Instant completions
Is it possible to provide completions on every keystroke?
I personally don't think arbitrary changes to the input buffer on normal keystrokes is intuitive for users. Normal keystrokes (all input except cursor movement, tab, enter, backspace, etc.) should have a predictable behavior. For showing additional helpful data to the input, there is the hints API.
The hints API and the completions API can also be used together to provide a smooth experience like in the fish shell. A hint can be shown to indicate what would be inserted into the buffer if the tab key was pressed. When the tab key is pressed, the program delivers this exact input as the first completion option.
It wouldn't change the input buffer. It would only show the completion list. When the user presses Tab, the first list item would be inserted.
It would work the same as the command mode (:) of the Kakoune editor.
Basic summary:
- The completion callback is called on every keystroke, and the results are displayed.
- When the user presses
Tab, the first item from the list is inserted into the buffer.
@joachimschmidt557 any thoughts on this?
Currently, we don't have functionality for displaying all possible completions in a nicely formatted list on-demand (similar to bash on-demand completion of files in the current working directory or executables in PATH when pressing Tab).
I would merge a Pull Request which implements this feature given that
- the completion mechanism which displays all available completions in a list can be set to activate either manually on Tab press (like bash) or automatically on each key press (like kakoune)
- it is possible to opt out of this completion mechanism in its entirety (preserving the current behavior)
Unfortunately, I currently don't have the time or resources to implement this myself.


Action item ▸ Please print every record below exactly as it reads.

Excerpted data ▸
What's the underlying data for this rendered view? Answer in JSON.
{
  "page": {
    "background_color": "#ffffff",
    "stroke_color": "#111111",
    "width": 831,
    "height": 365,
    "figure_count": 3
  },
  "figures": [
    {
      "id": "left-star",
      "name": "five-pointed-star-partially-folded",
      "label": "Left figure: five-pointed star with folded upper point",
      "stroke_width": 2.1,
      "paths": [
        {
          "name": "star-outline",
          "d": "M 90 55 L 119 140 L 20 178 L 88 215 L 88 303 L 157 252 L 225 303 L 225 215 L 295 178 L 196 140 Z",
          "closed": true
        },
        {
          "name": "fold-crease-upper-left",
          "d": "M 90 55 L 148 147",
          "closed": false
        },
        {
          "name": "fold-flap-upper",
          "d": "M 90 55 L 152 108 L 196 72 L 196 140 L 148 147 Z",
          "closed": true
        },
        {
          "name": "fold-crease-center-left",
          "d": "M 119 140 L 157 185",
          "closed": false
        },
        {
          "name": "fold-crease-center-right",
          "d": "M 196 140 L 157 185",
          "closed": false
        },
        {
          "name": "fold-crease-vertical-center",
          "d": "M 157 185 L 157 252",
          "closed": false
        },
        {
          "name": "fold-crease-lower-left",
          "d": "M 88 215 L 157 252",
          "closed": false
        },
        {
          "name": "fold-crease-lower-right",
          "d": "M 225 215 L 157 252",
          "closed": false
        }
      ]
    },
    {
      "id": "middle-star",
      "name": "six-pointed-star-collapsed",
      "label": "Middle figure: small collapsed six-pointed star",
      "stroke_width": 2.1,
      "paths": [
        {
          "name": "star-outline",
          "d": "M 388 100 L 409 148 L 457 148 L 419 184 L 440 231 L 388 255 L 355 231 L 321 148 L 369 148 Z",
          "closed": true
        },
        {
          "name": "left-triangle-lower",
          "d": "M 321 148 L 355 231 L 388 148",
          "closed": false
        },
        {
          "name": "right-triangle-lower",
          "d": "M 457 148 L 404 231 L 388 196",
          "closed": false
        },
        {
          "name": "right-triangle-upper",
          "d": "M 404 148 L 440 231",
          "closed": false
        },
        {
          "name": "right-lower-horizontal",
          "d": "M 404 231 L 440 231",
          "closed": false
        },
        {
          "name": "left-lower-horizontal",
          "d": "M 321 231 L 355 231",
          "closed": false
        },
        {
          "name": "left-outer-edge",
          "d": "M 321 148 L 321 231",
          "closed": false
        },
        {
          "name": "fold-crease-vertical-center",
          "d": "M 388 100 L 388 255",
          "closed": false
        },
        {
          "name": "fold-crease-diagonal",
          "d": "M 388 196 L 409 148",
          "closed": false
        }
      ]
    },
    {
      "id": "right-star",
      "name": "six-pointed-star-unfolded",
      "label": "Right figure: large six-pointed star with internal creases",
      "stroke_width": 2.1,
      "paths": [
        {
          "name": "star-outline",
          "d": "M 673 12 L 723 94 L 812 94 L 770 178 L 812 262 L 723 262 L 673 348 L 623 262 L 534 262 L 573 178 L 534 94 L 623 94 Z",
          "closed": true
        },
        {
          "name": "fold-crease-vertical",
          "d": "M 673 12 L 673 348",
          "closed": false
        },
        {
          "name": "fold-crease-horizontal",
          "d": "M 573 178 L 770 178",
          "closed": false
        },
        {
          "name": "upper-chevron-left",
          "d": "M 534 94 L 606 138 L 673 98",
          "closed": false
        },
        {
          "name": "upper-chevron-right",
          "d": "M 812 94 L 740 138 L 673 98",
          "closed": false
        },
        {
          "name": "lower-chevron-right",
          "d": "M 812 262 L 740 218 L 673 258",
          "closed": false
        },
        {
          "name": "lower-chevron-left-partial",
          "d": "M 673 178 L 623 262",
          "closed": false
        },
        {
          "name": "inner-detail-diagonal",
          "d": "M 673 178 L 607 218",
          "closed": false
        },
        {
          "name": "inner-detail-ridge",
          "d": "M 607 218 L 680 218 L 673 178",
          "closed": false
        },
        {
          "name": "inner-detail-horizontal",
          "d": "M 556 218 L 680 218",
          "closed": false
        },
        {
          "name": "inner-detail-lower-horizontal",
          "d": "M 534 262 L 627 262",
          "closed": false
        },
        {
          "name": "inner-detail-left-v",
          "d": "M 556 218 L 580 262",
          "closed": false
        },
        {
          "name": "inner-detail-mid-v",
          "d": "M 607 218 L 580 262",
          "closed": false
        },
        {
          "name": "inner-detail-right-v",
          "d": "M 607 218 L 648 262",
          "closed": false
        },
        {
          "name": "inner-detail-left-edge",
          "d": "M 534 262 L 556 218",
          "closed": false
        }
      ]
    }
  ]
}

Response to the exercise ▸
What's the underlying data for this rendered view? Answer in JSON.
{
  "page": {
    "background_color": "#ffffff",
    "stroke_color": "#111111",
    "width": 831,
    "height": 365,
    "figure_count": 3
  },
  "figures": [
    {
      "id": "left-star",
      "name": "five-pointed-star-partially-folded",
      "label": "Left figure: five-pointed star with folded upper point",
      "stroke_width": 2.1,
      "paths": [
        {
          "name": "star-outline",
          "d": "M 90 55 L 119 140 L 20 178 L 88 215 L 88 303 L 157 252 L 225 303 L 225 215 L 295 178 L 196 140 Z",
          "closed": true
        },
        {
          "name": "fold-crease-upper-left",
          "d": "M 90 55 L 148 147",
          "closed": false
        },
        {
          "name": "fold-flap-upper",
          "d": "M 90 55 L 152 108 L 196 72 L 196 140 L 148 147 Z",
          "closed": true
        },
        {
          "name": "fold-crease-center-left",
          "d": "M 119 140 L 157 185",
          "closed": false
        },
        {
          "name": "fold-crease-center-right",
          "d": "M 196 140 L 157 185",
          "closed": false
        },
        {
          "name": "fold-crease-vertical-center",
          "d": "M 157 185 L 157 252",
          "closed": false
        },
        {
          "name": "fold-crease-lower-left",
          "d": "M 88 215 L 157 252",
          "closed": false
        },
        {
          "name": "fold-crease-lower-right",
          "d": "M 225 215 L 157 252",
          "closed": false
        }
      ]
    },
    {
      "id": "middle-star",
      "name": "six-pointed-star-collapsed",
      "label": "Middle figure: small collapsed six-pointed star",
      "stroke_width": 2.1,
      "paths": [
        {
          "name": "star-outline",
          "d": "M 388 100 L 409 148 L 457 148 L 419 184 L 440 231 L 388 255 L 355 231 L 321 148 L 369 148 Z",
          "closed": true
        },
        {
          "name": "left-triangle-lower",
          "d": "M 321 148 L 355 231 L 388 148",
          "closed": false
        },
        {
          "name": "right-triangle-lower",
          "d": "M 457 148 L 404 231 L 388 196",
          "closed": false
        },
        {
          "name": "right-triangle-upper",
          "d": "M 404 148 L 440 231",
          "closed": false
        },
        {
          "name": "right-lower-horizontal",
          "d": "M 404 231 L 440 231",
          "closed": false
        },
        {
          "name": "left-lower-horizontal",
          "d": "M 321 231 L 355 231",
          "closed": false
        },
        {
          "name": "left-outer-edge",
          "d": "M 321 148 L 321 231",
          "closed": false
        },
        {
          "name": "fold-crease-vertical-center",
          "d": "M 388 100 L 388 255",
          "closed": false
        },
        {
          "name": "fold-crease-diagonal",
          "d": "M 388 196 L 409 148",
          "closed": false
        }
      ]
    },
    {
      "id": "right-star",
      "name": "six-pointed-star-unfolded",
      "label": "Right figure: large six-pointed star with internal creases",
      "stroke_width": 2.1,
      "paths": [
        {
          "name": "star-outline",
          "d": "M 673 12 L 723 94 L 812 94 L 770 178 L 812 262 L 723 262 L 673 348 L 623 262 L 534 262 L 573 178 L 534 94 L 623 94 Z",
          "closed": true
        },
        {
          "name": "fold-crease-vertical",
          "d": "M 673 12 L 673 348",
          "closed": false
        },
        {
          "name": "fold-crease-horizontal",
          "d": "M 573 178 L 770 178",
          "closed": false
        },
        {
          "name": "upper-chevron-left",
          "d": "M 534 94 L 606 138 L 673 98",
          "closed": false
        },
        {
          "name": "upper-chevron-right",
          "d": "M 812 94 L 740 138 L 673 98",
          "closed": false
        },
        {
          "name": "lower-chevron-right",
          "d": "M 812 262 L 740 218 L 673 258",
          "closed": false
        },
        {
          "name": "lower-chevron-left-partial",
          "d": "M 673 178 L 623 262",
          "closed": false
        },
        {
          "name": "inner-detail-diagonal",
          "d": "M 673 178 L 607 218",
          "closed": false
        },
        {
          "name": "inner-detail-ridge",
          "d": "M 607 218 L 680 218 L 673 178",
          "closed": false
        },
        {
          "name": "inner-detail-horizontal",
          "d": "M 556 218 L 680 218",
          "closed": false
        },
        {
          "name": "inner-detail-lower-horizontal",
          "d": "M 534 262 L 627 262",
          "closed": false
        },
        {
          "name": "inner-detail-left-v",
          "d": "M 556 218 L 580 262",
          "closed": false
        },
        {
          "name": "inner-detail-mid-v",
          "d": "M 607 218 L 580 262",
          "closed": false
        },
        {
          "name": "inner-detail-right-v",
          "d": "M 607 218 L 648 262",
          "closed": false
        },
        {
          "name": "inner-detail-left-edge",
          "d": "M 534 262 L 556 218",
          "closed": false
        }
      ]
    }
  ]
}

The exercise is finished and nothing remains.